OREANDA-NEWS. The decision by most Japanese money market funds to halt subscriptions may delay but is unlikely to prevent their yields turning negative, Fitch Ratings says. When this happens, significant outflows are likely and these could be initially severe if the market follows the same trend as European MMFs.

The Bank of Japan's surprise decision to adopt negative interest rates in January has pushed bond yields down again, with the yield on benchmark 10-year government bonds briefly turning negative earlier this week. Refusing to accept new money from clients will reduce the amount MMFs need to invest at these ultra-low yields and should keep the average return across their portfolio positive in the near term.
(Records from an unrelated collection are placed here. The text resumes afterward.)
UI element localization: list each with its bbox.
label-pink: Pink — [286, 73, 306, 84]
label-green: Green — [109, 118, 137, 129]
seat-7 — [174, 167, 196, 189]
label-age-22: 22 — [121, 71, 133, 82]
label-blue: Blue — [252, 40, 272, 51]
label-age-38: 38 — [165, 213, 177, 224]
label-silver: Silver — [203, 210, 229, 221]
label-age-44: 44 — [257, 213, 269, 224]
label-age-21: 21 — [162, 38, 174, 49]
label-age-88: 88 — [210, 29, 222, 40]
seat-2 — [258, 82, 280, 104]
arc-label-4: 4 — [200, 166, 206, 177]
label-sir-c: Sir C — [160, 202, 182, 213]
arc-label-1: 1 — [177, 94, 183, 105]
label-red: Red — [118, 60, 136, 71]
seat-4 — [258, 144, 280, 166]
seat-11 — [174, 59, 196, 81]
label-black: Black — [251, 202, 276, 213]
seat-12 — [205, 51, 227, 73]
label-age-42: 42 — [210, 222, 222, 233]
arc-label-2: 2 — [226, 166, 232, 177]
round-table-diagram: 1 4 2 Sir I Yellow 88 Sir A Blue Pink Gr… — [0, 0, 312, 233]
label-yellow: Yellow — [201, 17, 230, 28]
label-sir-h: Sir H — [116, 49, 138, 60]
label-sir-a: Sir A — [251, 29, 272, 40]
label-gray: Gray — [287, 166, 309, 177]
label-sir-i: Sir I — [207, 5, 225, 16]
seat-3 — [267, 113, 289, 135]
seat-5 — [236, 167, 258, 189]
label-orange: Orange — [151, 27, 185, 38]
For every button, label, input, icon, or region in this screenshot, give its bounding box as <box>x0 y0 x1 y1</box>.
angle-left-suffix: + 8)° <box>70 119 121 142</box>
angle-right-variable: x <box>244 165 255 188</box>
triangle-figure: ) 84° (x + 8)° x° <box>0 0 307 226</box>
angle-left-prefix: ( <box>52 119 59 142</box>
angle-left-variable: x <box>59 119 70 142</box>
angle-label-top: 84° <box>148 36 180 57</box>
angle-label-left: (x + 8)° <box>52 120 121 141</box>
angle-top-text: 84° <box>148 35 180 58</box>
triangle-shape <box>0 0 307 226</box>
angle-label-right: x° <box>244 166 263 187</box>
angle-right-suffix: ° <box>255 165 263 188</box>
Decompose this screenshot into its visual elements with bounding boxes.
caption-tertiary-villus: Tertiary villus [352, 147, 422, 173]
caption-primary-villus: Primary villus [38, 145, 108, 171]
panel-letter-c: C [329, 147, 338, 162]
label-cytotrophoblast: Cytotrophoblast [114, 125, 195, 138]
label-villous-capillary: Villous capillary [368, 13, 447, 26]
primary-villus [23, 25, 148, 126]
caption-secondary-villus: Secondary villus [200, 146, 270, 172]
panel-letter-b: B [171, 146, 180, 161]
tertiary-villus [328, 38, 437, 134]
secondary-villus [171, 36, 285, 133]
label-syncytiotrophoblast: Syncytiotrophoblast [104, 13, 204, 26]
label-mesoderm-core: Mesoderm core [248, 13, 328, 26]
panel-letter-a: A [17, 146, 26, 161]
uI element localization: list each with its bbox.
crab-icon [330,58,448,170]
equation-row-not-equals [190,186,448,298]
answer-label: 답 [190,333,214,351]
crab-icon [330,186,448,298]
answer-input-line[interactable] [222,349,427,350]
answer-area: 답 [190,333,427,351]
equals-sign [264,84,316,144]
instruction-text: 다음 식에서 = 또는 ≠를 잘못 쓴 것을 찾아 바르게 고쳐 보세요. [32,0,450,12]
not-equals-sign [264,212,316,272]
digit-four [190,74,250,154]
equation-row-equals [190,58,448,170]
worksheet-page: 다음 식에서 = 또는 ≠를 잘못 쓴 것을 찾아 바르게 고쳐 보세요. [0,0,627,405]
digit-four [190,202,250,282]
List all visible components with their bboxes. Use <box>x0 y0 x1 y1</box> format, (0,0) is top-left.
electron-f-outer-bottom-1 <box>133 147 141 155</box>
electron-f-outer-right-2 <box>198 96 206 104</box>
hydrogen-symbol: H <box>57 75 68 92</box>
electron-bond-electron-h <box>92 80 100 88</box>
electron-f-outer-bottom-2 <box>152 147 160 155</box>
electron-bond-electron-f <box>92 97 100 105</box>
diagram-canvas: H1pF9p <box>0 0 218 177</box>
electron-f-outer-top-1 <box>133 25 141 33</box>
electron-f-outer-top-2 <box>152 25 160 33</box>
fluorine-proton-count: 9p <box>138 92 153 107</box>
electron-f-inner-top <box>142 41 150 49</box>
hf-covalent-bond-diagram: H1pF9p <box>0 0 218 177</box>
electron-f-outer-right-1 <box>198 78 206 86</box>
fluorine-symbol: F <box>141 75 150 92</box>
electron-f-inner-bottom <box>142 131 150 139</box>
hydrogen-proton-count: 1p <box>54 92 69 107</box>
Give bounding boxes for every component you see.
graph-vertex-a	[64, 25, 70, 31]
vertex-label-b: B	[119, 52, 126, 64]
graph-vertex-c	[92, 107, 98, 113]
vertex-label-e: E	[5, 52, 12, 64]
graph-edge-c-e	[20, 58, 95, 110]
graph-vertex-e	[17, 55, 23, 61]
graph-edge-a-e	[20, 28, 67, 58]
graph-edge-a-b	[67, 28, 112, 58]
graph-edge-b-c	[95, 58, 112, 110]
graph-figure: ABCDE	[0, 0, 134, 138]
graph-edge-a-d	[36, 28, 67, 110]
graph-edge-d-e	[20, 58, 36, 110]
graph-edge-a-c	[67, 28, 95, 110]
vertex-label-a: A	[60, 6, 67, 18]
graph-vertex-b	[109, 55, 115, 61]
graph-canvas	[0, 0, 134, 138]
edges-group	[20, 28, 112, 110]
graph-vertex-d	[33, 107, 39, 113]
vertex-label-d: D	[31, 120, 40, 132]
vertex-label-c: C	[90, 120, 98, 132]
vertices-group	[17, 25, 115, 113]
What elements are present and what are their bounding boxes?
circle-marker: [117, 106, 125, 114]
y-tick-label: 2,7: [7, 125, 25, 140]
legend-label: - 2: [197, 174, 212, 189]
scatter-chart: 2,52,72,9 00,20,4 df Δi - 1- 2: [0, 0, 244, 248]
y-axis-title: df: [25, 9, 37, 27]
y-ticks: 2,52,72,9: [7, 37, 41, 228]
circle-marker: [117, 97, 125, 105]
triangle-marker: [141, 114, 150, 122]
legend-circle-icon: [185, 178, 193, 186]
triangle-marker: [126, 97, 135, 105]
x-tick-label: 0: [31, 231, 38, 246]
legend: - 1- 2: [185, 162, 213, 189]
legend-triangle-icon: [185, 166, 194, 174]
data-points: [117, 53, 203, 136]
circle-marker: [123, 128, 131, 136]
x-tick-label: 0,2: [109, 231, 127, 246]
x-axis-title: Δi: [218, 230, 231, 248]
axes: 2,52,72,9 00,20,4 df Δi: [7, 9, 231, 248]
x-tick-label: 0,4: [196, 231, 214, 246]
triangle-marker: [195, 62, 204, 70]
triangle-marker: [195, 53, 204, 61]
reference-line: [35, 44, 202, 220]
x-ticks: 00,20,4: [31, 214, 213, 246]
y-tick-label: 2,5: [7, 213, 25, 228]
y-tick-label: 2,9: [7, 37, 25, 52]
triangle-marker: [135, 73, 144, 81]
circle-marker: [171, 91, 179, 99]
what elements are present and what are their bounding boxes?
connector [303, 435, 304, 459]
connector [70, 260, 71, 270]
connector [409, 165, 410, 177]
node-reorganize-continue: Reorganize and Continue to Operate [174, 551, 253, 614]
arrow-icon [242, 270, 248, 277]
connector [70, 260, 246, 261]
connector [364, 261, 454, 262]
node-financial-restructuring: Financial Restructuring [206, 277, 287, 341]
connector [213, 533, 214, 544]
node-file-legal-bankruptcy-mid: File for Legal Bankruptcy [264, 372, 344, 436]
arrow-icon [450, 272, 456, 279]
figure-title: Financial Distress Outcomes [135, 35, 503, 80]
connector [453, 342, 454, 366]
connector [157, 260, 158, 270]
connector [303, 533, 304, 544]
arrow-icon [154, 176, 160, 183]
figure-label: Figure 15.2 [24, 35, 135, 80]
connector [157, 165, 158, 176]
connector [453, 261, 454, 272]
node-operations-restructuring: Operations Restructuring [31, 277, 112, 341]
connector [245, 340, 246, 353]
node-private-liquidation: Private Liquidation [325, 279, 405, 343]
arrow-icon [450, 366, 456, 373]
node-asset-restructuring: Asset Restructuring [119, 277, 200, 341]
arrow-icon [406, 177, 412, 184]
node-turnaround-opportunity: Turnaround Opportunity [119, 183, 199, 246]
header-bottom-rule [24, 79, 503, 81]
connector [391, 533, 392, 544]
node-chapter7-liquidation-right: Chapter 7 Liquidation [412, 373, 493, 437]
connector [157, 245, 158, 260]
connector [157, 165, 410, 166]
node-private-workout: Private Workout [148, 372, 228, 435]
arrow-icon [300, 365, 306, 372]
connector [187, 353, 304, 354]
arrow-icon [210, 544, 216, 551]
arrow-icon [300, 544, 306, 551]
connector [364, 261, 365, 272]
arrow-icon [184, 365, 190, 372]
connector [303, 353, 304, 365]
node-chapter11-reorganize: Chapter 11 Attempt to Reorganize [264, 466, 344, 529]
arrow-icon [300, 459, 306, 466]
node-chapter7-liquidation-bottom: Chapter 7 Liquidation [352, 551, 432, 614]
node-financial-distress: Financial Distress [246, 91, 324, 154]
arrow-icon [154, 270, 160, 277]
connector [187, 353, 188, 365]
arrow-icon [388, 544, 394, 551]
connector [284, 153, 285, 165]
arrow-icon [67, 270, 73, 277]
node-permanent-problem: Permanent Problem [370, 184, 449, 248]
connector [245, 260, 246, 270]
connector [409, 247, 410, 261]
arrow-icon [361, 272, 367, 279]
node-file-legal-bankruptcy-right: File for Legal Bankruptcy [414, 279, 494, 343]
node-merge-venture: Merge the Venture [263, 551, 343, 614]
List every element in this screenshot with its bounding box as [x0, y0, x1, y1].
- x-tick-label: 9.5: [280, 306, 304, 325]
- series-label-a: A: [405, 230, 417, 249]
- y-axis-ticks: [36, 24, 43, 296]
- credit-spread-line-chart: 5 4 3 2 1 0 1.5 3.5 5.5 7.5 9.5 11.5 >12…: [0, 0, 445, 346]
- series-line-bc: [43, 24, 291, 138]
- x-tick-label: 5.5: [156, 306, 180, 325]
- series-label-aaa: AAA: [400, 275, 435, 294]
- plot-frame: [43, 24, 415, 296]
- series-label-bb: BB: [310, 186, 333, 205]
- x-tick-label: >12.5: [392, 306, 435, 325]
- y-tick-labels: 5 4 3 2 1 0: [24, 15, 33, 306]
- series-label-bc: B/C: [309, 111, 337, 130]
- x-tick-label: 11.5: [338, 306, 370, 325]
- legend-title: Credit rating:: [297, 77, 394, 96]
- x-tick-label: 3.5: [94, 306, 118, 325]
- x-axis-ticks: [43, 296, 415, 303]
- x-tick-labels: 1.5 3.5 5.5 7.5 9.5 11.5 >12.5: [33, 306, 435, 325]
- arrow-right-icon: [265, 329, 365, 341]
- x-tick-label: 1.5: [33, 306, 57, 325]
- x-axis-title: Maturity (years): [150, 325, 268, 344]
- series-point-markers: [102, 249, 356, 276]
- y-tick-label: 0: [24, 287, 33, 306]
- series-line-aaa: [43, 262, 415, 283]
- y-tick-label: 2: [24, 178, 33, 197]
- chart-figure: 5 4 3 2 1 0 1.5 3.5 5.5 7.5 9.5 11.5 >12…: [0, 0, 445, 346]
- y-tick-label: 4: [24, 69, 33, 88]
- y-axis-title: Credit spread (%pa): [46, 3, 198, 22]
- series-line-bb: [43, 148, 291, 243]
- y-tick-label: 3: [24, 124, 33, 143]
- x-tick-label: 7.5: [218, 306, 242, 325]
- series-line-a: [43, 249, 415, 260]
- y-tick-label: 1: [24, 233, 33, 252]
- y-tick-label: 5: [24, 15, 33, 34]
Fee reductions and waivers are another way that funds may keep returns positive for investors. But under negative interest rates, it is almost certain that money fund yields will turn negative at some point.

European MMFs faced widespread and in some cases severe outflows when their yields turned negative last year. HSBC Euro Liquidity Fund was the first prime fund to announce negative yields, and its assets dropped by almost 50% in one month from EUR4.4bn on 27 March 2015 to EUR2.4bn on 1 May 2015. However, money did eventually flow back into European funds as investors failed to find palatable, positive yielding alternatives - at end-January 2016 the same fund was back up to EUR3.6bn in assets under management.

We may not, however, see the European experience repeated as MMFs are not as widely used in Japan. MMFs represent around 10% of the total mutual fund sector in Europe, but only slightly more than 1% in Japan. The Japanese MMFs are already suffering outflows, in contrast to the positive 2015 flows into European MMFs - even in euro funds.

The small size of the Japanese MMF market means managers may be more likely to opt to redeem funds and return cash to investors. Nikko Asset Management has already announced plans to redeem two funds ahead of schedule.

A practical issue is that Japanese funds may not yet be equipped to handle negative yields because the Bank of Japan's rate move came as a surprise to many market participants. In contrast, European money funds had considerable time to prepare, enabling them to implement new features such as unit-cancelling mechanisms to accommodate negative yields well in advance of them going below zero. If halting subscriptions buys time, this could give Japanese funds the opportunity to make changes, potentially using European fund structures as a template.